Wednesday 17 October 2007

Branding Matters

Please take me back to the (relative) sanctuary of Charlton and away from my tortured (or soon to be) private life. But it’s still a while before the matches start again and we have something meaningful to waffle on about. So while we’re on the subject things have moved on a little – and, as Hirohito might have said, not necessarily to my advantage.

My French partner Suzanne has agreed to cheer for England on Saturday, and to keep my future penance for last weekend within Geneva Convention boundaries (although she seemed keen to add as interpreted by the current United States administration), if in return I pledged never again to mention the fact that we still are/have been rugby world champions. Never one to spurn the opportunity to make a bad situation worse I remarked that there were ways to communicate such sentiments without actually saying the words. Perhaps, I laughed, a tattoo. Ha ha.

She agreed – perhaps a little too readily – then added two conditions. First, she chooses where the tattoo goes; and second, it is done in France. Now for some reason the idea of going into a French tattoo parlour, handing over a wad of euros to some Chabal-lookalike, and asking for something on an as yet unspecified part of my body to commemorate England’s rugby triumphs does not fill me with joy.

Where did I go wrong? As usual, by trying to be a smart-arse. Smart-arses usually get their comeuppance sooner or later, especially if (with apologies to Norman Stanley Fletcher) they are charmless nerds to boot.

I see Jordan has been once more sharing with us the contents of his head, saying, according to a Coventry newspaper, that he is ready to ‘take everything I can’ from Iain Dowie if he (Dowie) appeals against the High Court ruling. Jordan said: 'My advice to Iain is this: if this writ (issued for the agreed compensation) doesn't stick and you drag me through another appeal, there will be no mitigation, I won't negotiate. I will take everything I can. If I have to prove it again I will be a lot, lot angrier than the first time around. I have got a list as long as the Magna Carta of things I can say about him.'

Why the Magna Carta? It’s not an especially long document (63 clauses) and it’s not a list. According to the British Library, “in January 1215 a group of barons demanded a charter of liberties as a safeguard against the King's arbitrary behaviour”. Maybe Simes is getting a little confused about which role he is actually playing in his own little soap operas.

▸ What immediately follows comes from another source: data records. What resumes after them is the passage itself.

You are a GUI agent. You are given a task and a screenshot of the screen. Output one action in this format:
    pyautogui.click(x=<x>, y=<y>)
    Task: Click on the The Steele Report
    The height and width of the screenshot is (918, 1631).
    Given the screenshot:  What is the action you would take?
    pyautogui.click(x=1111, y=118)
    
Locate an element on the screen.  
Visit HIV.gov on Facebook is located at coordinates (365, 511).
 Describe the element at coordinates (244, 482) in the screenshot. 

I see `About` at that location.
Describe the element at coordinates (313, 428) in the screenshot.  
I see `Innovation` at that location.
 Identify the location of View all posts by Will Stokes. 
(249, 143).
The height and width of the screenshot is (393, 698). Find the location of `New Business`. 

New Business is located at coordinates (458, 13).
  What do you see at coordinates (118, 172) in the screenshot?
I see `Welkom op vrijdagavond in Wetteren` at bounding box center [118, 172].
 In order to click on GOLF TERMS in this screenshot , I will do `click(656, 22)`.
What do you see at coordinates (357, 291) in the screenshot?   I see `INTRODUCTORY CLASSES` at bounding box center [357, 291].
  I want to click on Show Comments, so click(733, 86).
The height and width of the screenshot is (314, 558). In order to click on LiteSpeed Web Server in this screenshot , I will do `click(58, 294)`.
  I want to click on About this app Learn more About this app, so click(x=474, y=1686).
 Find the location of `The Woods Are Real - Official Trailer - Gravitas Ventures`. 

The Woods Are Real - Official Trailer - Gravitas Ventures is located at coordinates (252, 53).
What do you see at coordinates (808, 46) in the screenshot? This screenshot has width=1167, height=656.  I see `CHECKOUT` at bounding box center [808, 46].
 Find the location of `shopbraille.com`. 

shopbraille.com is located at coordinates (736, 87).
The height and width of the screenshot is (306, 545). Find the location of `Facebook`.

So let’s get this right, Dowie should pay up like a good little boy because if he doesn't Jordan will get ‘a lot, lot angrier’. Bless, his face might even turn red. And presumably in Simes-land the degree of his anger is believed to have some bearing on a court decision. 'I won't negotiate': so, Simes, are you saying you tried to negotiate before slapping in writs at Dowie's press conference? It’s wonderful how the pompous are so easily slighted and how increasingly ridiculous they sound as they air their grievances, believing themselves not only to be right but to be acting on behalf of the downtrodden masses. Expect the US Constitution, the 10 Commandments and the Koran to be invoked in future rants.

According to the Palace website, new boss Neil Warnock, who may need a Magna Carta of his own, wanted Kit Symons, who has quit the club, to stay. Warnock said “I spoke to Kit on Friday and asked him if he’d stay with us … he said he was happy and that’s how we left it. But … over the weekend he spoke to the chairman …” I think I would have felt and acted the same way.